I haven’t been super fond of the stock spindle driver that comes with the Nomad (McGillicutty).
- It doesn’t seem to actually output the rated 300W.
- The driver, Allegro’s A4962, uses trapezoidal drive.
- The FETs are not that high quality. The PMOS used has quite large Rds(on), 65mΩ. Both NMOS and PMOS are quite slow, the former has a rated fall time of 100 ns. They also both have higher gate charges than I would like. They are just not the kind of FET I would like to see in a motor driver.
- The sense resistor is not using a kelvin connection
.
- It’s fragile, with very little in the way of fault protection. We’ve got two fat TVS diodes, and that’s it. Stalling the motor seems to fry the board instantly a majority of the time.
- IMO someone went a tad overboard on the number of caps.
- It isn’t open, nor is it extensible.
I figured it would be fun to try and design an upgraded driver that I could use in its place. With that in mind, meet the v0.1 (I’m not good with names) McSpindle Driver!
This is my first attempt at creating a replacement driver board so I’m expecting it to not work/have some number of problems.
I decided to stick with Allegro for the actual driver chip and went with their A89307 as it seemed fancy
and I like fancy. The main highlights here are:
- Vector control
- 4 pin sense resistor w/kelvin connection.
- 3 phase inverter made up of three dual n-channel FETs (MTH6010LPD). These things are super great. They’ve got:
- Typical Rds(on) of 8.5mΩ.
- Low Miller charge.
- Exceedingly fast – 8.8ns rise time and 7.4ns fall time, 34.5ns for the body diode recovery time.
- Fully isolated control with isolated power. The control circuitry is not on-board, primarily because this is the first iteration and I wanted to focus on the driver. What is on-board however is:
- +5V, 150mA isolated power supply via mini transformer with push-pull drive.
- Isolated PWM signal from the Carbide Motion board.
- Isolated I2C+control interface for the A89307.
The A89307 has quite a lot of configuration that needs set, which is what I am working out now. The documentation is a bit lackluster so there’s a good amount of experimenting here.
So far the biggest unknown for me are the motor constants as the driver needs Kt to be set . The best guess I could come up with for these are
Kv = 24000rpm/24V = 1000rpm/V = 104.7 rad/V·s
Kt = 1/Kv = **0.00955 N·m/A**
Now, what are the units for the Kt register? I have no clue. The register is 9 bits wide so we have a range of 0-511. What I’m going with for now is that it wants N·m/mA
which would in this case be 10.
Similarly (noticing a trend here) there are no explanations for what units the inductance register should be in. I’m going to assume it wants µH which I measured as 300µH phase-to-phase. The register is 8 bits so we’re going to need to use the inductance_shift register. Setting that to 1 lets us use 150 for the inductance register.
Will post the full configuration later on when testing and I plan on continuing to document this as I go!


Work to complete: Leave out the pictures and print the records below exactly.

*** Block opens ***

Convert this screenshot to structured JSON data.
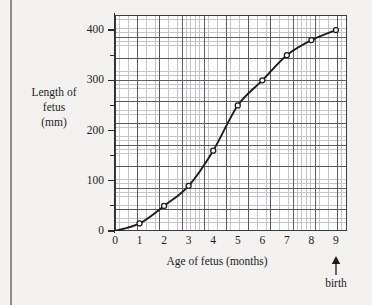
{
  "chart_data": {
    "type": "line",
    "title": "",
    "xlabel": "Age of fetus (months)",
    "ylabel": "Length of fetus (mm)",
    "ylabel_lines": [
      "Length of",
      "fetus",
      "(mm)"
    ],
    "x": [
      0,
      1,
      2,
      3,
      4,
      5,
      6,
      7,
      8,
      9
    ],
    "values": [
      0,
      15,
      50,
      90,
      160,
      250,
      300,
      350,
      380,
      400
    ],
    "series": [
      {
        "name": "Length of fetus",
        "values": [
          0,
          15,
          50,
          90,
          160,
          250,
          300,
          350,
          380,
          400
        ]
      }
    ],
    "xlim": [
      0,
      9.45
    ],
    "ylim": [
      0,
      430
    ],
    "xticks": [
      "0",
      "1",
      "2",
      "3",
      "4",
      "5",
      "6",
      "7",
      "8",
      "9"
    ],
    "yticks": [
      "0",
      "100",
      "200",
      "300",
      "400"
    ],
    "ytick_values": [
      0,
      100,
      200,
      300,
      400
    ],
    "yminor_values": [
      50,
      150,
      250,
      350
    ],
    "grid": true,
    "grid_style": "graph-paper, major every 1 month and 50 mm, minor 5 subdivisions",
    "legend": "none",
    "marker": "open-circle",
    "annotations": [
      {
        "label": "birth",
        "x": 9,
        "arrow": "up"
      }
    ],
    "colors": {
      "curve": "#1d1d1d",
      "grid_major": "#4a4d52",
      "grid_minor": "#b9bcc0",
      "axis": "#2b2b2b",
      "background": "#f3f2f0",
      "plot_background": "#ffffff"
    }
  }
}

*** Block closes ***

Exercise response:
Convert this screenshot to structured JSON data.
{
  "chart_data": {
    "type": "line",
    "title": "",
    "xlabel": "Age of fetus (months)",
    "ylabel": "Length of fetus (mm)",
    "ylabel_lines": [
      "Length of",
      "fetus",
      "(mm)"
    ],
    "x": [
      0,
      1,
      2,
      3,
      4,
      5,
      6,
      7,
      8,
      9
    ],
    "values": [
      0,
      15,
      50,
      90,
      160,
      250,
      300,
      350,
      380,
      400
    ],
    "series": [
      {
        "name": "Length of fetus",
        "values": [
          0,
          15,
          50,
          90,
          160,
          250,
          300,
          350,
          380,
          400
        ]
      }
    ],
    "xlim": [
      0,
      9.45
    ],
    "ylim": [
      0,
      430
    ],
    "xticks": [
      "0",
      "1",
      "2",
      "3",
      "4",
      "5",
      "6",
      "7",
      "8",
      "9"
    ],
    "yticks": [
      "0",
      "100",
      "200",
      "300",
      "400"
    ],
    "ytick_values": [
      0,
      100,
      200,
      300,
      400
    ],
    "yminor_values": [
      50,
      150,
      250,
      350
    ],
    "grid": true,
    "grid_style": "graph-paper, major every 1 month and 50 mm, minor 5 subdivisions",
    "legend": "none",
    "marker": "open-circle",
    "annotations": [
      {
        "label": "birth",
        "x": 9,
        "arrow": "up"
      }
    ],
    "colors": {
      "curve": "#1d1d1d",
      "grid_major": "#4a4d52",
      "grid_minor": "#b9bcc0",
      "axis": "#2b2b2b",
      "background": "#f3f2f0",
      "plot_background": "#ffffff"
    }
  }
}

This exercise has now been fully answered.